Thursday, October 4, 2012

If a window breaks, but nobody's there to hear it, does Falling Glass make a sound?

To answer this new variant on the old, ponderous, essentially pointless question that has baffled Philosophy 101 students for decades, Falling Glass doesn't just make a sound. It begins with a thunderous roar and never lets up.

Falling Glass is not Adrian McKinty's latest crime thriller, but it is his most recent to be released in the US as of tomorrow. If, like me, you worship at the darkly comic and violently poetic altar of McKinty and wear your fanboyness unabashedly on your sleeve, then you probably already purchased your copy through international channels. If this is the first you're hearing of the book, or of McKinty himself, then I'm really jealous of you.

This book represents a return of sorts to McKinty's Dead Trilogy, which I blogged about before. A minor character from that universe plays the lead here: Killian, a Pavee or Traveller, is forced by the economic downturn and burst housing bubble in Ireland to return to the Life. On the payroll of an Irish millionaire businessman, Killian takes on a wandering wife and kiddies job, but of course nothing is at it ever seems in the world of the thriller and before you know it Killian's own life is in danger as he must outwit a Russian ex-mercenary and ...

Okay, gotta stop myself there before I give away the entire plot. If you love crime fiction, if you love nuanced characters, if you love dark humor, if you love language itself, buy this book and you won't be disappointed.

As an aside, McKinty maintains a great blog and takes the time to respond to comments from readers. Most authors don't do this but McKinty makes himself accessible to all, always one to enjoy the craic so to speak.

By the way, the answer to that dumb old question, does a tree that falls in the woods make a sound if no one's there to hear it, is yes, of course it makes a sound. As my good buddy Mark, a pragmatic engineer who cuts through BS sophistry with a chain saw on a regular basis, once explained to a roomful of drunk undergrads many, many moons ago: sound is a wave. There are plenty of sound waves that man cannot hear but we still consider them sounds. A tree that collides with a forest floor will produce some kind of sound wave, doesn't matter if it's loud enough to hear or if there's anybody there to hear it.

Or something like that. I don't remember. I might have been drunk.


Problem requirements: Reproduce the data that follows precisely.

Given records Block Start

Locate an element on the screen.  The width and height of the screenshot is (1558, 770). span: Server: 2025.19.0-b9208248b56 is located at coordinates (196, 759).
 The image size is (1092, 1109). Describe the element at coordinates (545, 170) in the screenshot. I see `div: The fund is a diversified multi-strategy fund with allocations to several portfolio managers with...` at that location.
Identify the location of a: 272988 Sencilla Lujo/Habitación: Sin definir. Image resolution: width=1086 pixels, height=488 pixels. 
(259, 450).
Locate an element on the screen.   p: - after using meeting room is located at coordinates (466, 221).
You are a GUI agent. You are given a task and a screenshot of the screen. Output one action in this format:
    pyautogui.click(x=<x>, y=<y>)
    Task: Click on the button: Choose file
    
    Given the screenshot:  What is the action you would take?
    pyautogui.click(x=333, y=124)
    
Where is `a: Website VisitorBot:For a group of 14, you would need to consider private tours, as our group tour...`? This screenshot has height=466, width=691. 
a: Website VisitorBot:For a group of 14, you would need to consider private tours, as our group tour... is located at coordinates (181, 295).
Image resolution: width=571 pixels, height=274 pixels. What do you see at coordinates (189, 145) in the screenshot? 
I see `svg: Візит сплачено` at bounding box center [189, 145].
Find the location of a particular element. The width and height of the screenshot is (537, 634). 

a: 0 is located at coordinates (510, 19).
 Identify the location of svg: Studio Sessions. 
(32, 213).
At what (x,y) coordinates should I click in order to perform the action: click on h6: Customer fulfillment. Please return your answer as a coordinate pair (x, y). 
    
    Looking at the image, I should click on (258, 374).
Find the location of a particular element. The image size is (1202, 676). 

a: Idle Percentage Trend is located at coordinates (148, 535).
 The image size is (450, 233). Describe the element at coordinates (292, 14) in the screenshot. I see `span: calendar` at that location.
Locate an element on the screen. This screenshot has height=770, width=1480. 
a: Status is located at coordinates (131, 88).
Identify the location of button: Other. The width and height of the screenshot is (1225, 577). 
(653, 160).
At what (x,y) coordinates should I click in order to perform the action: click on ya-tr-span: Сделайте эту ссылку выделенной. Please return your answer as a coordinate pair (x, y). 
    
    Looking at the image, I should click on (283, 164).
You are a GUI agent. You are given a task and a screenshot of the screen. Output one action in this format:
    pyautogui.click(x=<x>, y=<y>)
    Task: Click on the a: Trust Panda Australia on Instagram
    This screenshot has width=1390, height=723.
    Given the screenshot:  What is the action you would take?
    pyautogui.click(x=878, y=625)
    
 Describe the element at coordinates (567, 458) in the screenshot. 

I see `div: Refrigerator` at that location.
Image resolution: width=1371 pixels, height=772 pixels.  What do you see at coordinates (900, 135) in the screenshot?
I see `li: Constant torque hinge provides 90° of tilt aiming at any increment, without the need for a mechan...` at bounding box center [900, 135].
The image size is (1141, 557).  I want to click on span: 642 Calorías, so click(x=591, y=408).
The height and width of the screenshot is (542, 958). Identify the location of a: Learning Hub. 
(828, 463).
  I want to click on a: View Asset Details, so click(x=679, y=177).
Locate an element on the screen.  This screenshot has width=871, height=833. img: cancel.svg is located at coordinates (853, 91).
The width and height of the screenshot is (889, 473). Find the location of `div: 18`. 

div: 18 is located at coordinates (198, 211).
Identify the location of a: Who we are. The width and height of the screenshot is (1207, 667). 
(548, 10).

Given records Block End

Problem solution:
Locate an element on the screen.  The width and height of the screenshot is (1558, 770). span: Server: 2025.19.0-b9208248b56 is located at coordinates (196, 759).
 The image size is (1092, 1109). Describe the element at coordinates (545, 170) in the screenshot. I see `div: The fund is a diversified multi-strategy fund with allocations to several portfolio managers with...` at that location.
Identify the location of a: 272988 Sencilla Lujo/Habitación: Sin definir. Image resolution: width=1086 pixels, height=488 pixels. 
(259, 450).
Locate an element on the screen.   p: - after using meeting room is located at coordinates (466, 221).
You are a GUI agent. You are given a task and a screenshot of the screen. Output one action in this format:
    pyautogui.click(x=<x>, y=<y>)
    Task: Click on the button: Choose file
    
    Given the screenshot:  What is the action you would take?
    pyautogui.click(x=333, y=124)
    
Where is `a: Website VisitorBot:For a group of 14, you would need to consider private tours, as our group tour...`? This screenshot has height=466, width=691. 
a: Website VisitorBot:For a group of 14, you would need to consider private tours, as our group tour... is located at coordinates (181, 295).
Image resolution: width=571 pixels, height=274 pixels. What do you see at coordinates (189, 145) in the screenshot? 
I see `svg: Візит сплачено` at bounding box center [189, 145].
Find the location of a particular element. The width and height of the screenshot is (537, 634). 

a: 0 is located at coordinates (510, 19).
 Identify the location of svg: Studio Sessions. 
(32, 213).
At what (x,y) coordinates should I click in order to perform the action: click on h6: Customer fulfillment. Please return your answer as a coordinate pair (x, y). 
    
    Looking at the image, I should click on (258, 374).
Find the location of a particular element. The image size is (1202, 676). 

a: Idle Percentage Trend is located at coordinates (148, 535).
 The image size is (450, 233). Describe the element at coordinates (292, 14) in the screenshot. I see `span: calendar` at that location.
Locate an element on the screen. This screenshot has height=770, width=1480. 
a: Status is located at coordinates (131, 88).
Identify the location of button: Other. The width and height of the screenshot is (1225, 577). 
(653, 160).
At what (x,y) coordinates should I click in order to perform the action: click on ya-tr-span: Сделайте эту ссылку выделенной. Please return your answer as a coordinate pair (x, y). 
    
    Looking at the image, I should click on (283, 164).
You are a GUI agent. You are given a task and a screenshot of the screen. Output one action in this format:
    pyautogui.click(x=<x>, y=<y>)
    Task: Click on the a: Trust Panda Australia on Instagram
    This screenshot has width=1390, height=723.
    Given the screenshot:  What is the action you would take?
    pyautogui.click(x=878, y=625)
    
 Describe the element at coordinates (567, 458) in the screenshot. 

I see `div: Refrigerator` at that location.
Image resolution: width=1371 pixels, height=772 pixels.  What do you see at coordinates (900, 135) in the screenshot?
I see `li: Constant torque hinge provides 90° of tilt aiming at any increment, without the need for a mechan...` at bounding box center [900, 135].
The image size is (1141, 557).  I want to click on span: 642 Calorías, so click(x=591, y=408).
The height and width of the screenshot is (542, 958). Identify the location of a: Learning Hub. 
(828, 463).
  I want to click on a: View Asset Details, so click(x=679, y=177).
Locate an element on the screen.  This screenshot has width=871, height=833. img: cancel.svg is located at coordinates (853, 91).
The width and height of the screenshot is (889, 473). Find the location of `div: 18`. 

div: 18 is located at coordinates (198, 211).
Identify the location of a: Who we are. The width and height of the screenshot is (1207, 667). 
(548, 10).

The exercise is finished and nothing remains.